- [WHAT TO PRODUCE]: From the line containing "What do you see at coordinates (180, 83)" down to the line containing "The width and height of the screenshot is (868, 417)." in the records below, reproduce every line exactly, ends included, and omit all others.

- [DATASET EXCERPTS]:
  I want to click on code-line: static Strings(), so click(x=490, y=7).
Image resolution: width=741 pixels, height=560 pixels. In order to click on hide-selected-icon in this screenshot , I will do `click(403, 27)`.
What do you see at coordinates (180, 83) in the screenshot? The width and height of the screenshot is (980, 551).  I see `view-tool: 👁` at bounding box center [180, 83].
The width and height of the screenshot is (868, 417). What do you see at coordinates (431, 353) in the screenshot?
* * *
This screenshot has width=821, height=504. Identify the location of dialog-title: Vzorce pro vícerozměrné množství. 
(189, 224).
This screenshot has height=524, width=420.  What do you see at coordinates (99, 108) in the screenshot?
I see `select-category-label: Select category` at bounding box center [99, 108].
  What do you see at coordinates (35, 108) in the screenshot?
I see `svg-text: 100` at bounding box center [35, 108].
...
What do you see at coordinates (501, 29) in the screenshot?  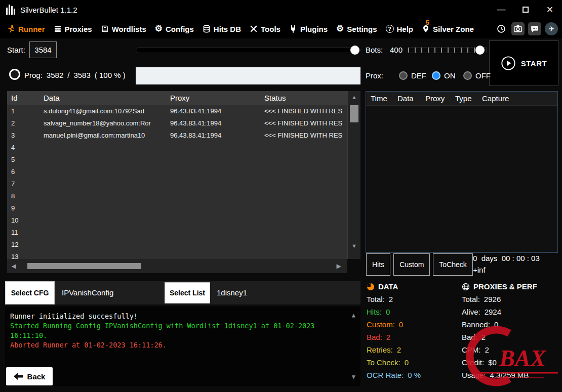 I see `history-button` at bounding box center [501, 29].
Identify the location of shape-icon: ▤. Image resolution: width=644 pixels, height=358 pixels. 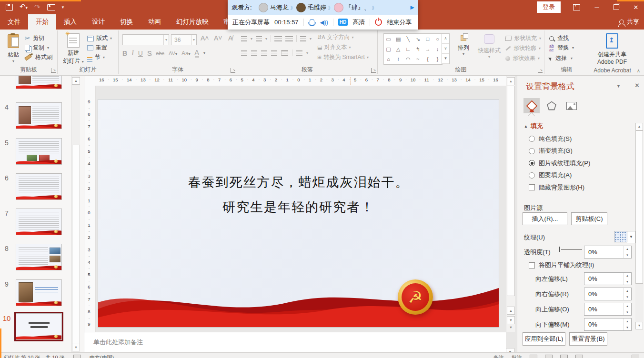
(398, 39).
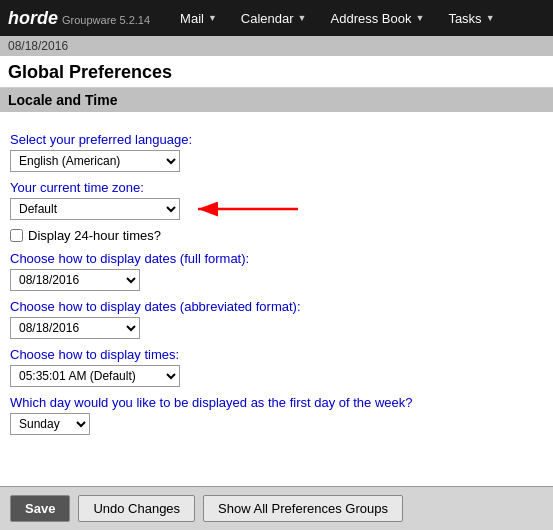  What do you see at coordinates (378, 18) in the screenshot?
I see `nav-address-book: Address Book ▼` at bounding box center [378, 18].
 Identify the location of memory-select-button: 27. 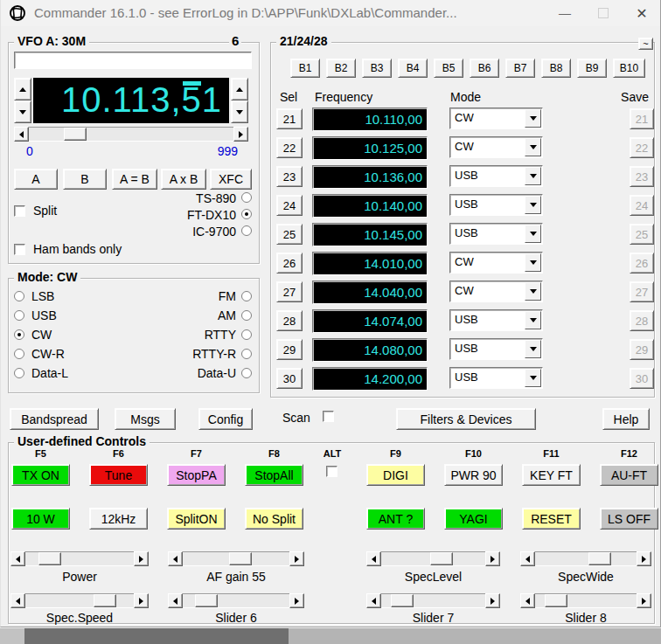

- [PROBLEM SOLUTION]:
What do you see at coordinates (180, 83) in the screenshot? The width and height of the screenshot is (980, 551).  I see `view-tool: 👁` at bounding box center [180, 83].
The width and height of the screenshot is (868, 417). What do you see at coordinates (431, 353) in the screenshot?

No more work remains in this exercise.